Our method also delivers large computational gains. A one year forecast with the emulator-assisted DA performed each day takes approximately one hour on a single processor core without any accelerator hardware. In contrast, the original PDE-based simulation required 21,600 core hours for a one-year forecast with a 515×\times599 grid. (A coarse-grained forecast for one year on the 103×\times120 grid used here takes 172 core hours, but the resulting flow field does not adequately reproduce the fidelity of the 515×\times599 grid.) One can observe significant speed up (\sim104 times) for the emulation of the geopotential height, even without factoring the cost of an additional variational DA step. Furthermore, the solution to the 4D-Var problem, which yields an improved initial condition, requires on the order of 100 model runs, where each model run can be several orders of magnitude more expensive than our emulator.

5 Conclusions

We have described how a differentiable reduced-order surrogate geophysical forecasting model may be integrated into an outer-loop optimization technique whereby real-time observations of the true solution are used to improve the forecast of the surrogate. We use such observations to improve the initial condition of the surrogate model, such that an optimization statement given by the classical 4D variational DA objective function is minimized. The use of the reduced-order surrogate converts a high-dimensional optimization to one that is given by the dimensionality of the compressed representation and the duration of the input window for forecasting.
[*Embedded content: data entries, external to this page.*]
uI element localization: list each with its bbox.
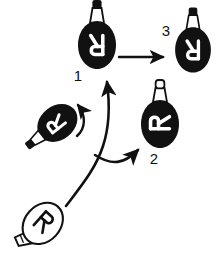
step-label-2: 2 [150,150,158,167]
figure-canvas: 1 2 3 [0,0,222,262]
bulb-three-neck [186,8,199,30]
step-label-3: 3 [162,22,170,39]
step-label-1: 1 [74,67,82,84]
bulb-two-neck [153,80,167,102]
solid-bulb-upright-one [78,0,116,69]
diagram-svg: 1 2 3 [0,0,222,262]
curved-arrow-to-bulb-one [66,82,109,206]
outlined-bulb-source [7,195,71,260]
solid-bulb-upright-three [175,8,211,73]
bulb-one-neck [90,0,104,23]
tilted-solid-bulb-rotating [16,96,85,160]
solid-bulb-upright-two [141,80,179,148]
curved-rotation-arrow [77,105,84,136]
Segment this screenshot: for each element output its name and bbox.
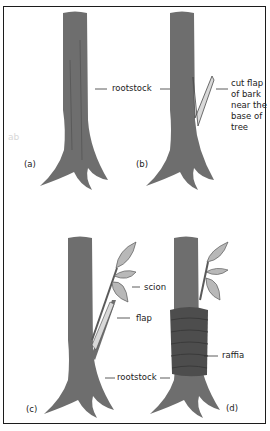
tree-a [40, 12, 108, 191]
panel-label-c: (c) [26, 404, 37, 415]
panel-label-a: (a) [24, 159, 36, 170]
tree-d [150, 237, 228, 419]
label-rootstock-top: rootstock [112, 83, 152, 94]
watermark: ab [8, 132, 19, 142]
tree-c [44, 237, 136, 419]
label-scion: scion [144, 282, 166, 293]
leader-lines [95, 89, 228, 378]
label-flap: flap [136, 313, 152, 324]
grafting-illustration [0, 0, 270, 431]
tree-b [146, 12, 214, 191]
label-raffia: raffia [222, 350, 244, 361]
label-rootstock-bottom: rootstock [117, 372, 157, 383]
panel-label-b: (b) [136, 159, 148, 170]
label-cut-flap: cut flap of bark near the base of tree [231, 78, 269, 133]
panel-label-d: (d) [226, 403, 238, 414]
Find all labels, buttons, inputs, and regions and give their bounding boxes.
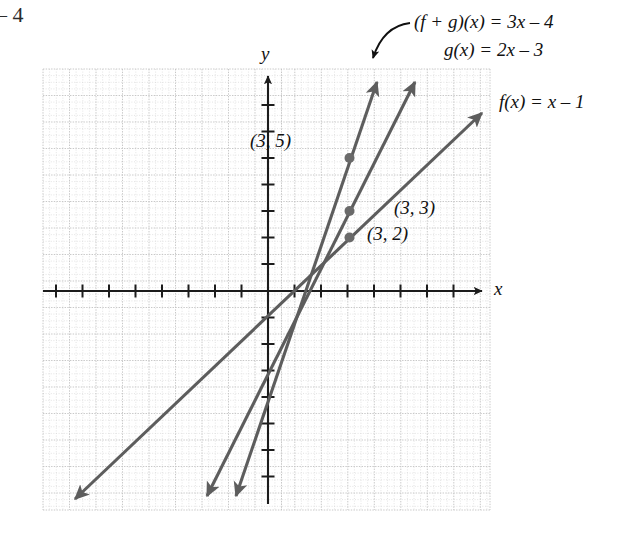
equation-label-g: g(x) = 2x – 3 <box>444 40 543 59</box>
y-axis-label: y <box>261 44 269 63</box>
point-3-2 <box>345 233 355 243</box>
coordinate-plane-svg <box>0 0 631 541</box>
point-label-3-3: (3, 3) <box>394 198 435 217</box>
equation-label-f: f(x) = x – 1 <box>499 92 585 111</box>
point-label-3-5: (3, 5) <box>250 131 291 150</box>
callout-curved-arrow <box>373 23 410 58</box>
graph-figure: – 4 <box>0 0 631 541</box>
point-3-5 <box>345 153 355 163</box>
x-axis-label: x <box>494 279 502 298</box>
point-3-3 <box>345 206 355 216</box>
point-label-3-2: (3, 2) <box>367 224 408 243</box>
equation-label-f-plus-g: (f + g)(x) = 3x – 4 <box>414 12 554 31</box>
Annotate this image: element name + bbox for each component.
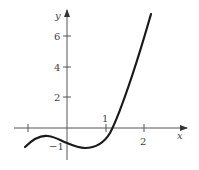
x-tick-label-1: 1	[102, 113, 108, 124]
x-axis-label: x	[177, 130, 183, 141]
function-graph: y x 6 4 2 −1 1 2	[0, 0, 199, 170]
y-tick-label-6: 6	[54, 31, 60, 42]
x-tick-label-2: 2	[140, 136, 146, 147]
y-tick-label-2: 2	[54, 92, 60, 103]
y-axis-label: y	[54, 10, 61, 21]
y-tick-label-4: 4	[54, 62, 60, 73]
y-tick-label-neg1: −1	[49, 141, 64, 152]
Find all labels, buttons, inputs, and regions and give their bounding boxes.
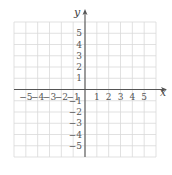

Our optimization is thus performed rapidly, given sparse and random observations from the true flow field, without any access to high performance computing resources. Computational costs are reduced by four orders of magnitude, by virtue of the surrogate assisted forecasting and variational DA, when compared to a classical equation-based forecasting of the dynamics. We assess our model on a real-world forecasting task for geopotential height in the continental US, and obtain competitive results with respect to climatology and persistence baselines for mean-absolute-error and cosine similarity.

Acknowledgements

This material is based upon work supported by Laboratory Directed Research and Development (LDRD) funding from Argonne National Laboratory, provided by the Director, Office of Science, of the U.S. Department of Energy under Contract No. DE-AC02-06CH11357. This material is partially based upon work supported by the U.S. Department of Energy (DOE), Office of Science, Office of Advanced Scientific Computing Research, under Contract DE-AC02-06CH11357. This research was funded in part by, and used resources of, the Argonne Leadership Computing Facility, a DOE Office of Science User Facility supported under Contract DE-AC02-06CH11357. Romit Maulik acknowledges the support of ASCR Project DOEFOA2493: ‘Data intensive scientific machine learning’ (PM: Dr. Steve Lee). Gianmarco Mengaldo acknowledges support from NUS startup grant R-265-000-A36-133.

Data Availability

The data that support the findings of this study are available from the corresponding author upon reasonable request.